All these chooks came home to roost against Ghana. If you’re into revenge, it was made all the sweeter by Suarez playing a leading role in Uruguay’s two goals as they beat Ghana 2-0. Job supposedly done, they took him off – but he then had to endure the football equivalent of being lashed to a chair and forced to watch a horror show unfold that he could not influence.
Suarez’s day was ruined when a striker with little of his brilliance slotted home late for South Korea to beat Portugal 2-1 in a parallel group game. Hwang Hee-Chan can’t even regularly make the Wolverhampton Wanderers team seemingly heading for relegation from the Premier League this season - but his strike caused panic in Uruguayan ranks; they had to score again to replace South Korea in the last 16.
It pitched the Uruguay game into frenzy in the final stages, Uruguay desperately seeking that goal. It never came – and some of the closing scenes from the match were of Suarez, sitting with a shirt over his head, masking his face, his shoulders heaving as he sobbed.
Why am I displaying so much unseemly pleasure from Suarez’s (and Uruguay’s) downfall?
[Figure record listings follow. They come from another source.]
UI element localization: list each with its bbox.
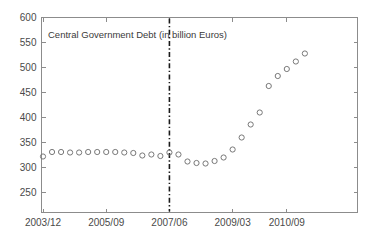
data-point [104,149,109,154]
data-point [113,149,118,154]
x-tick-label-2010-09: 2010/09 [269,217,306,228]
data-point [212,158,217,163]
data-point [185,159,190,164]
y-tick-label-250: 250 [20,187,37,198]
y-tick-label-400: 400 [20,112,37,123]
data-point [203,161,208,166]
y-tick-label-500: 500 [20,62,37,73]
data-point [293,59,298,64]
y-tick-label-550: 550 [20,37,37,48]
data-point [77,150,82,155]
data-point [275,73,280,78]
chart-title: Central Government Debt (in billion Euro… [48,29,227,40]
axes-border [42,18,358,213]
data-point [248,122,253,127]
chart-canvas: 250300350400450500550600 2003/122005/092… [0,0,378,246]
data-point [158,153,163,158]
data-point [58,149,63,154]
data-point [230,147,235,152]
data-point [284,66,289,71]
data-point [67,150,72,155]
data-series-markers [40,51,307,166]
data-point [221,155,226,160]
data-point [49,149,54,154]
y-tick-label-300: 300 [20,162,37,173]
data-point [131,150,136,155]
y-tick-label-350: 350 [20,137,37,148]
data-point [149,152,154,157]
data-point [95,149,100,154]
data-point [302,51,307,56]
x-tick-label-2005-09: 2005/09 [88,217,125,228]
data-point [266,83,271,88]
data-point [140,153,145,158]
y-tick-label-450: 450 [20,87,37,98]
data-point [257,110,262,115]
x-tick-label-2009-03: 2009/03 [215,217,252,228]
x-axis: 2003/122005/092007/062009/032010/09 [25,18,358,228]
data-point [194,160,199,165]
x-tick-label-2007-06: 2007/06 [151,217,188,228]
x-tick-label-2003-12: 2003/12 [25,217,62,228]
plot-frame [42,18,358,213]
data-point [122,150,127,155]
data-point [239,135,244,140]
chart-container: 250300350400450500550600 2003/122005/092… [0,0,378,246]
data-point [176,152,181,157]
y-tick-label-600: 600 [20,12,37,23]
data-point [86,149,91,154]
Because I rate him up there with Diego Maradona as the perpetrator of the worst bit of cheating I have seen on a football field – accompanied by a complete lack of remorse.
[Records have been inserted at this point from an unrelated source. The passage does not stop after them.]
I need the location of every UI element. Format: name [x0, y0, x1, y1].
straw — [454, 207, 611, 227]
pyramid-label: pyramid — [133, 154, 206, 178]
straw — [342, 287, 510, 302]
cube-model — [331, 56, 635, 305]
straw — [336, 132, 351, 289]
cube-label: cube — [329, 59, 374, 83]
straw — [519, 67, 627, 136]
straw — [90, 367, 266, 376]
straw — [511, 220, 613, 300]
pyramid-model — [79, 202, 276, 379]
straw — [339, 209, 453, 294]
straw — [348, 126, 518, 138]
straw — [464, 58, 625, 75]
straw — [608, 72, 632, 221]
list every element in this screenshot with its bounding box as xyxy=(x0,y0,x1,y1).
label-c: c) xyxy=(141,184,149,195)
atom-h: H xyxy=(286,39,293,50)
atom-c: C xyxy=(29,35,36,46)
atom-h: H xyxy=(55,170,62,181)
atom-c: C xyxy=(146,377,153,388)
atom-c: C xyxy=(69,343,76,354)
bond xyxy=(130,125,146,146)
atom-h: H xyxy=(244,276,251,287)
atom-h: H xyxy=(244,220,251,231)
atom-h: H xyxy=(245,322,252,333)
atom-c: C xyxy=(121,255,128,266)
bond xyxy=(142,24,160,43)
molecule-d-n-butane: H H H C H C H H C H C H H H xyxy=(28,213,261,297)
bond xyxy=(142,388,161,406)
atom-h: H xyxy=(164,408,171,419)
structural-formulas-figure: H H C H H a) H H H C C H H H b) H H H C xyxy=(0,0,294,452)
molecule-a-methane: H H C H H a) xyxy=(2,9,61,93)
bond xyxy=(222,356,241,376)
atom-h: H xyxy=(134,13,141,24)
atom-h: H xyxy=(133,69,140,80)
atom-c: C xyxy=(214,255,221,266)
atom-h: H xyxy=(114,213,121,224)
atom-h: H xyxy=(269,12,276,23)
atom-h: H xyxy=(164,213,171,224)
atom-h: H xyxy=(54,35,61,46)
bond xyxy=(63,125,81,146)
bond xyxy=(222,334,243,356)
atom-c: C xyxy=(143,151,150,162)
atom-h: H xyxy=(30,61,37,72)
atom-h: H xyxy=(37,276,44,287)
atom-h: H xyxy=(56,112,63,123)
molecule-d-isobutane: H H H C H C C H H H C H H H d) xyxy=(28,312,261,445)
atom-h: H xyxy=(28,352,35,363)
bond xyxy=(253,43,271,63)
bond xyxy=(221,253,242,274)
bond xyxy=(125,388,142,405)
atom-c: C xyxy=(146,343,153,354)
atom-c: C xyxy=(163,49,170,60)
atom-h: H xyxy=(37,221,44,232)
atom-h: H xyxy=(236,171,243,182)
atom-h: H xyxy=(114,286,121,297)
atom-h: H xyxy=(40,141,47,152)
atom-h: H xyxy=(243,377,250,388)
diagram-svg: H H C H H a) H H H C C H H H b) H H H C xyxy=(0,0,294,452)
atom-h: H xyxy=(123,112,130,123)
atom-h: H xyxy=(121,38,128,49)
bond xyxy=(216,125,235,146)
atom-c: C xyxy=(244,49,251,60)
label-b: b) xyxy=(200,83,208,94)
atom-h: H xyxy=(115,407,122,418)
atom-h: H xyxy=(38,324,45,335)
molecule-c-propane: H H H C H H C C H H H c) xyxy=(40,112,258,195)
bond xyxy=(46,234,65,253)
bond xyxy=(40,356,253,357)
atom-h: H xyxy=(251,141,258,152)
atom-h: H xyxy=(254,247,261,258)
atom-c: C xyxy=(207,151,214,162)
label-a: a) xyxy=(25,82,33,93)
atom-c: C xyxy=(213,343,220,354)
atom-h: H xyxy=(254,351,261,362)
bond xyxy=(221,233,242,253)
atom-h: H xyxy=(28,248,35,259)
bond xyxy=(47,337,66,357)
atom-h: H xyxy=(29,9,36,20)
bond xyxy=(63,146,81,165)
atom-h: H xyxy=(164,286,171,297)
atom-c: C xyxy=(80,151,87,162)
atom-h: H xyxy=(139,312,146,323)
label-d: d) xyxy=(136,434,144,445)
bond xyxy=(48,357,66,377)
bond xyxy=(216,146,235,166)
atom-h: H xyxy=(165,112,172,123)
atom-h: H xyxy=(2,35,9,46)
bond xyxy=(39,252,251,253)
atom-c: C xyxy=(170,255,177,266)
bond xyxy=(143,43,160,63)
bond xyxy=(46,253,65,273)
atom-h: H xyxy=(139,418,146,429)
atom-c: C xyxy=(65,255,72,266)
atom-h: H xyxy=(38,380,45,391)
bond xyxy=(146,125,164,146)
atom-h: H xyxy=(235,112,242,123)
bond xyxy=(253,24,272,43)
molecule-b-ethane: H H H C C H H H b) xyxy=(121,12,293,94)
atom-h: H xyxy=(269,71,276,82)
Uruguay’s fury and Suarez’s misery were, for many, the perfect delayed outcome to Suarez’s infamous action in the World Cup quarter-finals in South Africa in 2010 when Uruguay were again playing Ghana, then for a spot in the semifinals. Suarez deliberately handled a shot in the goalmouth, preventing the goal that would have seen Ghana through.
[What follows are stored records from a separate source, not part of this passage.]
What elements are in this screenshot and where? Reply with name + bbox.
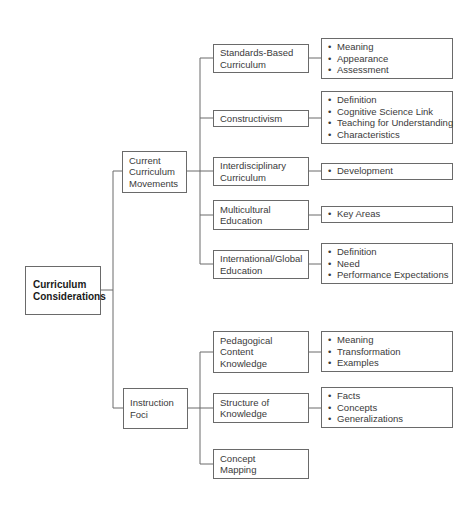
node-label: Standards-Based Curriculum	[220, 47, 302, 70]
list-item: Facts	[328, 390, 452, 402]
node-label: Constructivism	[220, 113, 282, 125]
branch-label: Instruction Foci	[130, 397, 181, 420]
list-item: Development	[328, 165, 452, 177]
list-international-global: Definition Need Performance Expectations	[321, 243, 453, 284]
list-pedagogical-content-knowledge: Meaning Transformation Examples	[321, 331, 453, 372]
list-item: Meaning	[328, 334, 452, 346]
node-standards-based-curriculum: Standards-Based Curriculum	[213, 44, 309, 73]
branch-current-curriculum-movements: Current Curriculum Movements	[122, 151, 187, 193]
list-constructivism: Definition Cognitive Science Link Teachi…	[321, 91, 453, 144]
list-item: Assessment	[328, 64, 452, 76]
node-label: Structure of Knowledge	[220, 397, 290, 420]
node-label: Concept Mapping	[220, 453, 270, 476]
list-item: Performance Expectations	[328, 269, 452, 281]
list-interdisciplinary: Development	[321, 163, 453, 180]
node-concept-mapping: Concept Mapping	[213, 449, 309, 479]
list-item: Examples	[328, 357, 452, 369]
node-label: Multicultural Education	[220, 204, 302, 227]
list-item: Transformation	[328, 346, 452, 358]
list-item: Characteristics	[328, 129, 452, 141]
list-item: Definition	[328, 246, 452, 258]
node-label: Pedagogical Content Knowledge	[220, 335, 280, 370]
list-item: Need	[328, 258, 452, 270]
list-item: Cognitive Science Link	[328, 106, 452, 118]
node-label: International/Global Education	[220, 253, 302, 276]
list-item: Appearance	[328, 53, 452, 65]
list-item: Concepts	[328, 402, 452, 414]
node-international-global-education: International/Global Education	[213, 250, 309, 279]
list-item: Teaching for Understanding	[328, 117, 452, 129]
list-item: Definition	[328, 94, 452, 106]
root-node: Curriculum Considerations	[25, 266, 101, 315]
node-multicultural-education: Multicultural Education	[213, 200, 309, 230]
node-interdisciplinary-curriculum: Interdisciplinary Curriculum	[213, 157, 309, 186]
list-structure-of-knowledge: Facts Concepts Generalizations	[321, 387, 453, 428]
node-structure-of-knowledge: Structure of Knowledge	[213, 393, 309, 423]
branch-label: Current Curriculum Movements	[129, 155, 180, 190]
node-label: Interdisciplinary Curriculum	[220, 160, 302, 183]
list-item: Key Areas	[328, 208, 452, 220]
node-constructivism: Constructivism	[213, 110, 309, 127]
branch-instruction-foci: Instruction Foci	[123, 388, 188, 429]
list-multicultural: Key Areas	[321, 206, 453, 223]
node-pedagogical-content-knowledge: Pedagogical Content Knowledge	[213, 331, 309, 373]
list-item: Meaning	[328, 41, 452, 53]
list-item: Generalizations	[328, 413, 452, 425]
root-label: Curriculum Considerations	[33, 279, 106, 303]
list-standards-based: Meaning Appearance Assessment	[321, 38, 453, 79]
“I made the save of the tournament,” he crowed afterwards. Ghana then made a complete mess of the penalty – and the cameras caught a joyful Suarez celebrating wildly. He has steadfastly refused to apologise, not even at this tournament when they were drawn to play Ghana again.
Uruguay even ramped up the mind games by making him captain for this clash – backfiring when, saving him for the next match, Uruguay took off the man (68 goals in 136 international appearances) most likely to have saved their bacon.
The game also provided another illustration of the dark side of some elements of South American football. The philosophy of “anything to win” means some of those who commit fouls or worse to ensure a victory are regarded as heroes by their fans. The concept of fair play and the disgrace of cheating – like Maradona’s woeful “Hand Of God” episode which became folklore in some countries – are forgotten as long as victory is secured.
At the end of this match, many Uruguayan players surrounded the referee, shouting and manhandling one official – upset that at least one of the two penalty chances they’d created in the second half was not given. They were, perhaps, the angriest team to win a match 2-0.
Suarez’s career is probably not over yet though his World Cups likely are. His brilliant club career reaped 548 goals in 347 appearances, with the zenith at Barcelona when he scored a barely credible 147 goals in 191 matches, a remarkable strike rate.
But the biting and the cheating and the way he plays the game will mean a truly great playing record still isn’t really enough to admit him to the hall of the greats. In the words of the old Eminem song: “What goes around comes around, like the blades on a chainsaw.”